• PROBLEM DETAILS: Copy each record exactly as it reads, leaving out any pictures it holds.

• INFORMATION SHOWN:
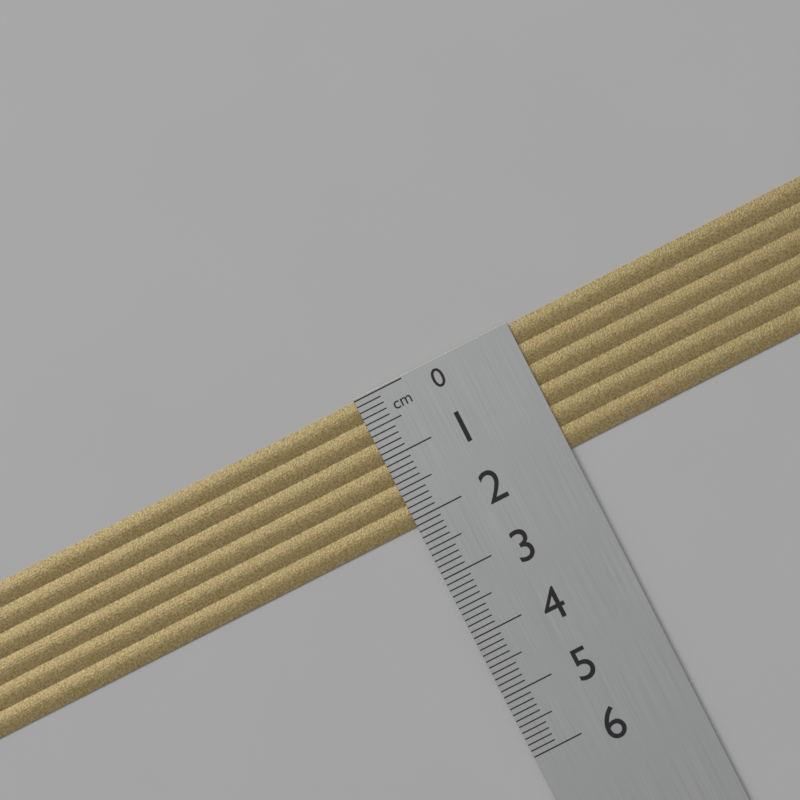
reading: 2.1 cm
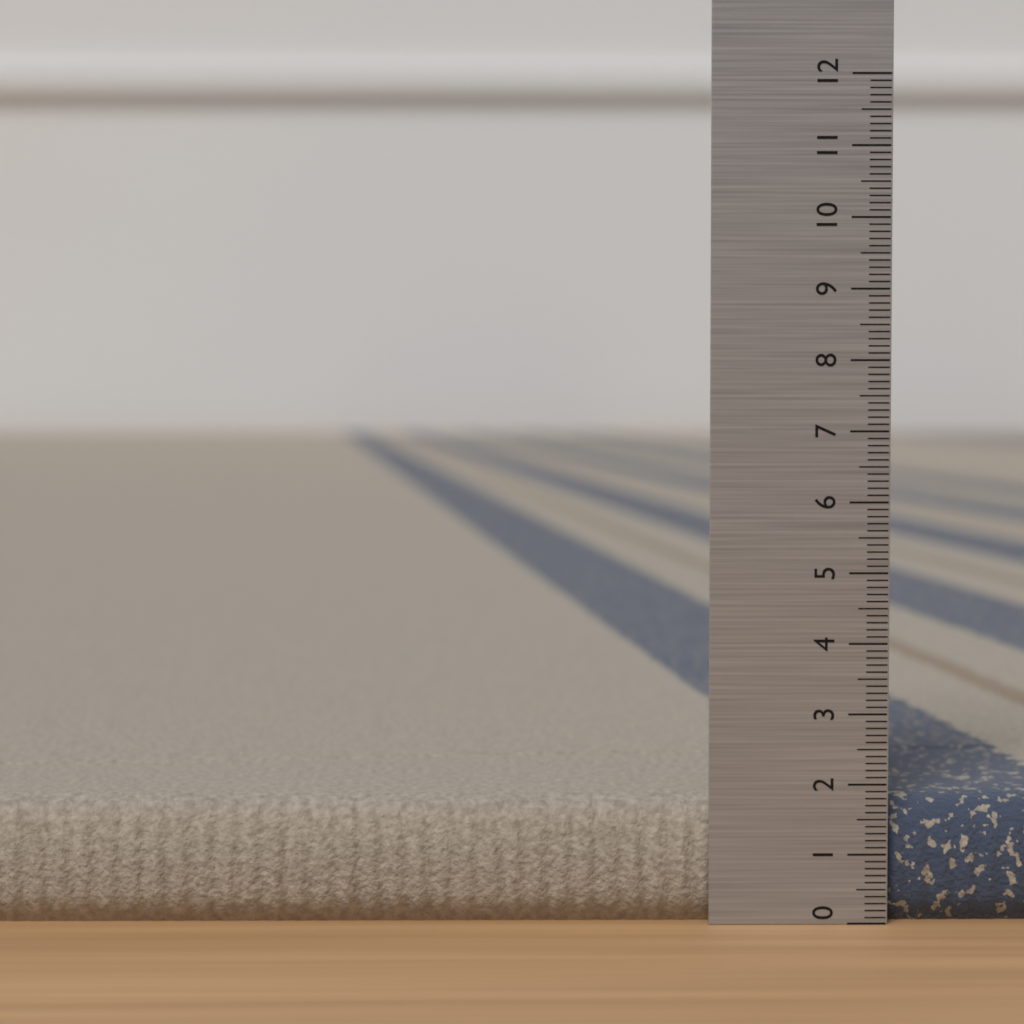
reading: 1.8 (no unit)
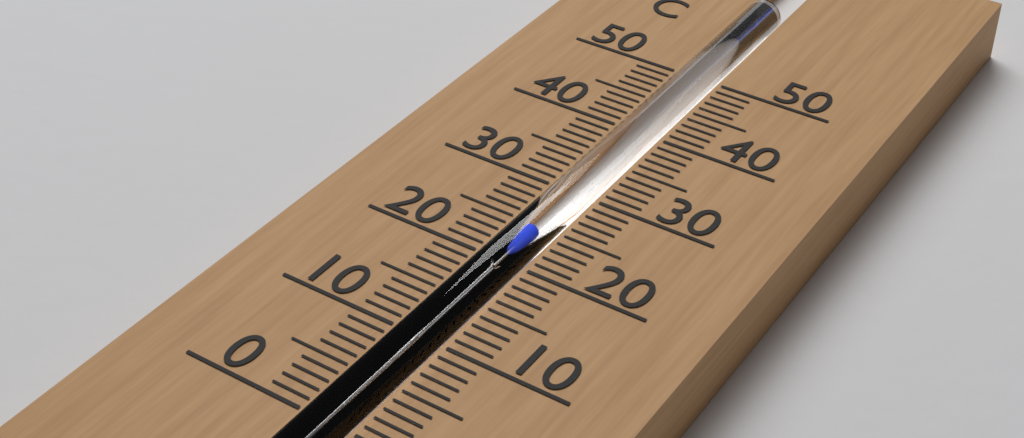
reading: 24 °C
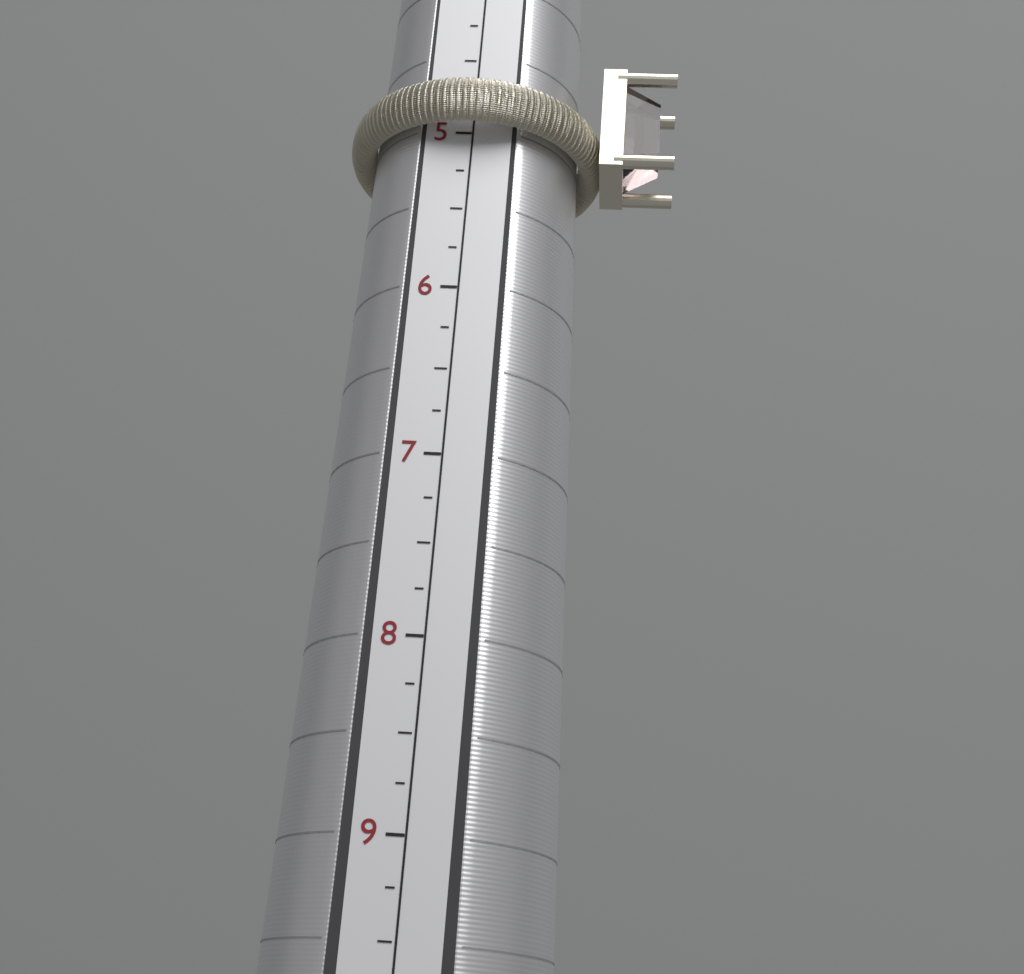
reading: 5.00 (no unit)
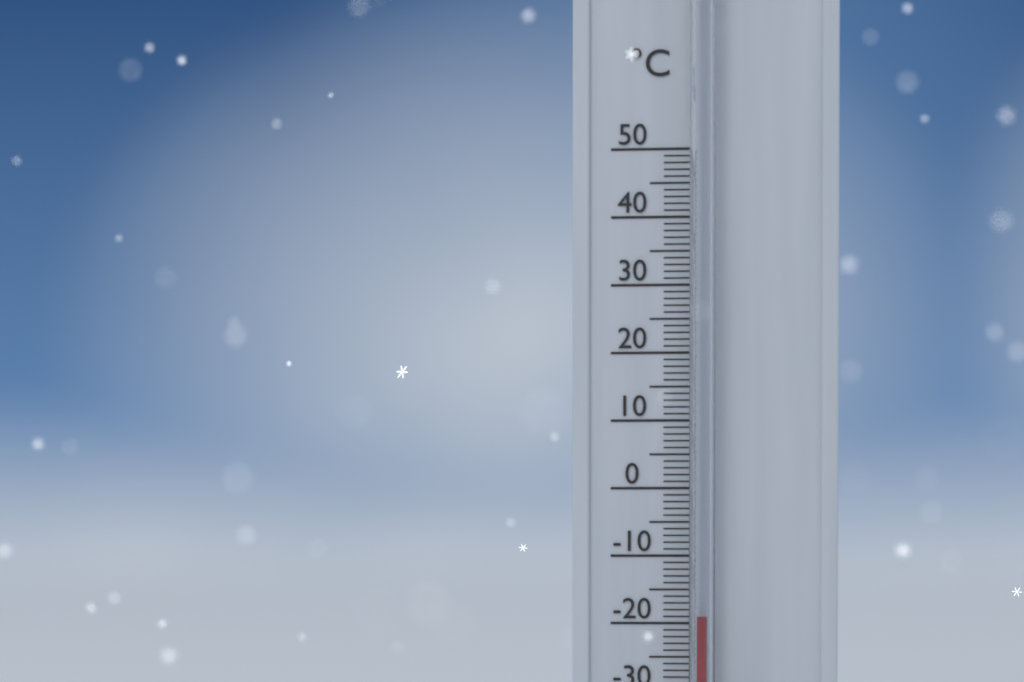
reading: -19 °C
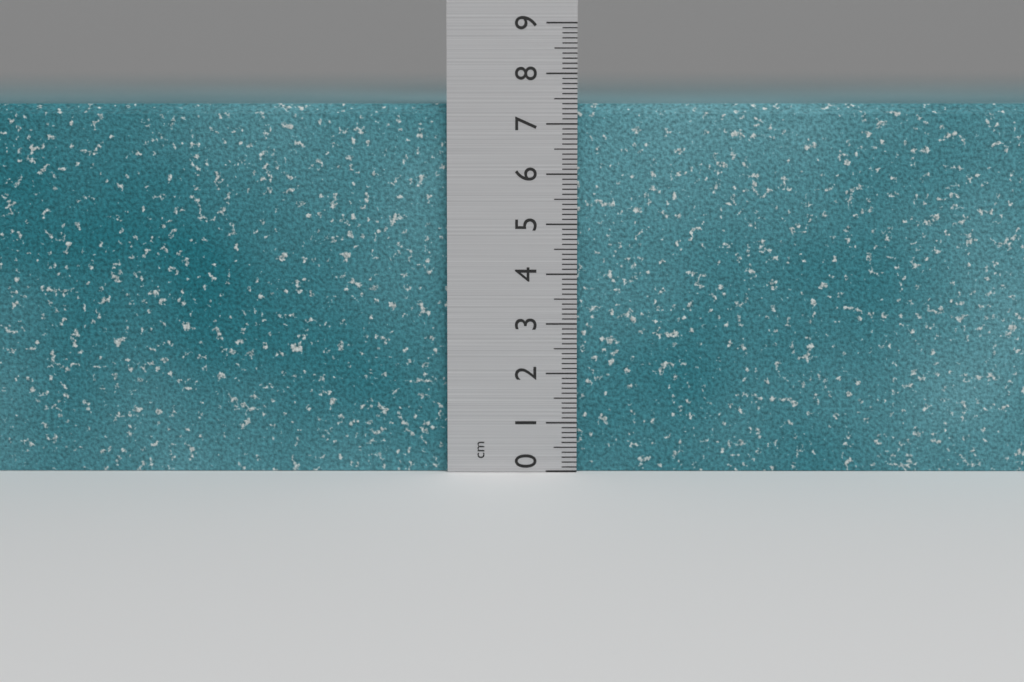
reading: 7.4 cm
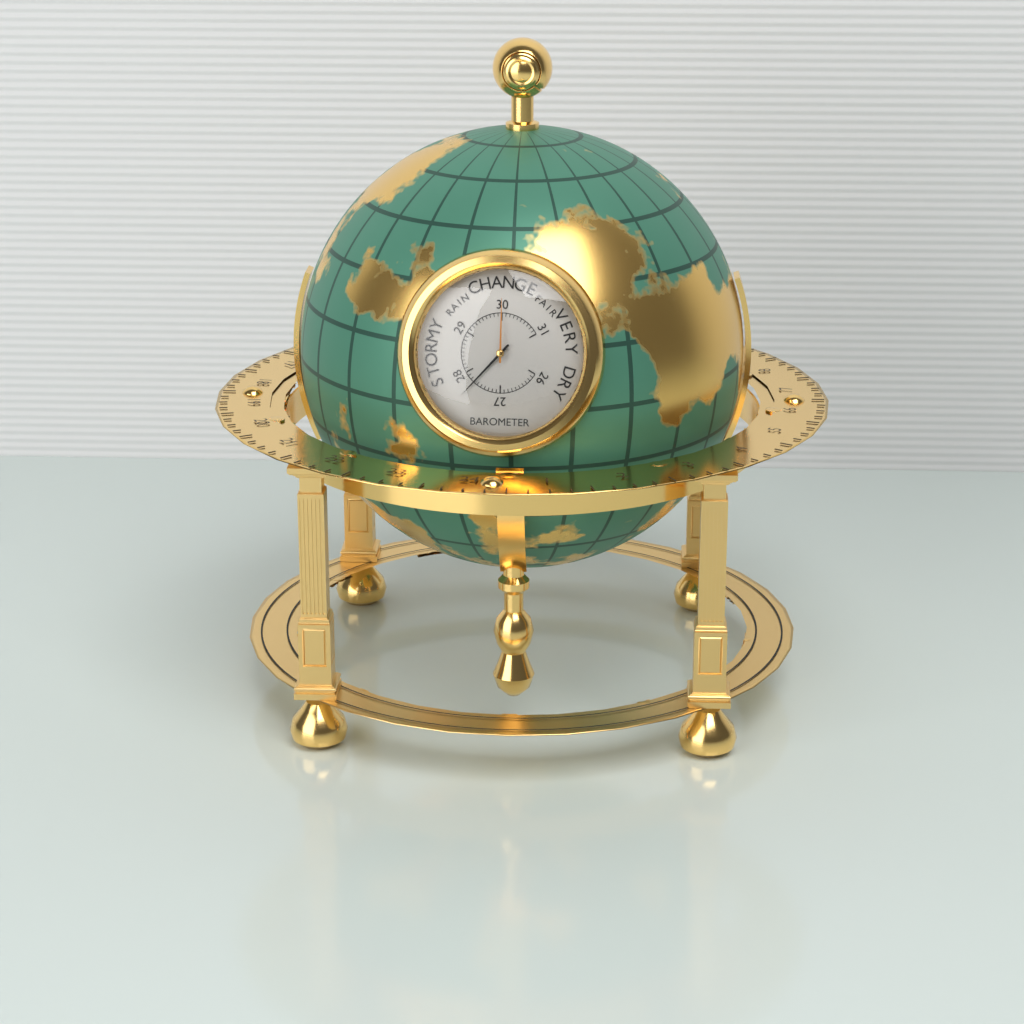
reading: 27.7 inHg
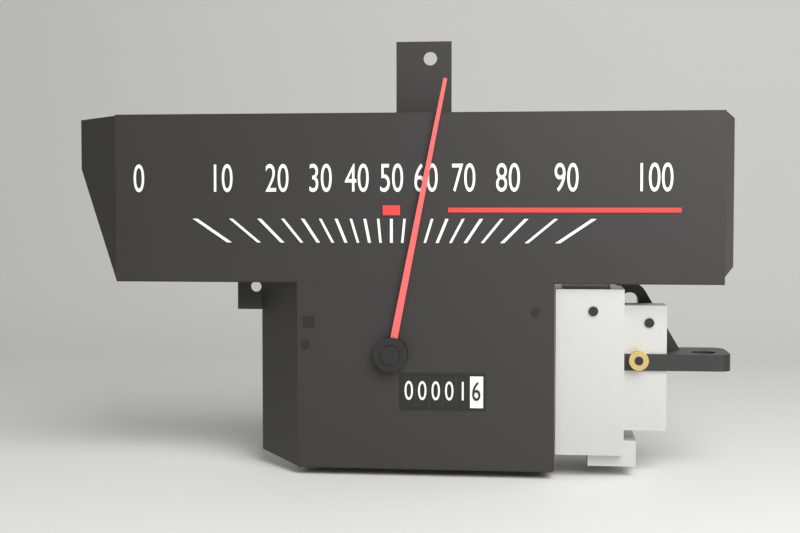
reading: 60 (no unit)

• EXERCISE RESPONSE:
reading: 2.1 cm
reading: 1.8 (no unit)
reading: 24 °C
reading: 5.00 (no unit)
reading: -19 °C
reading: 7.4 cm
reading: 27.7 inHg
reading: 60 (no unit)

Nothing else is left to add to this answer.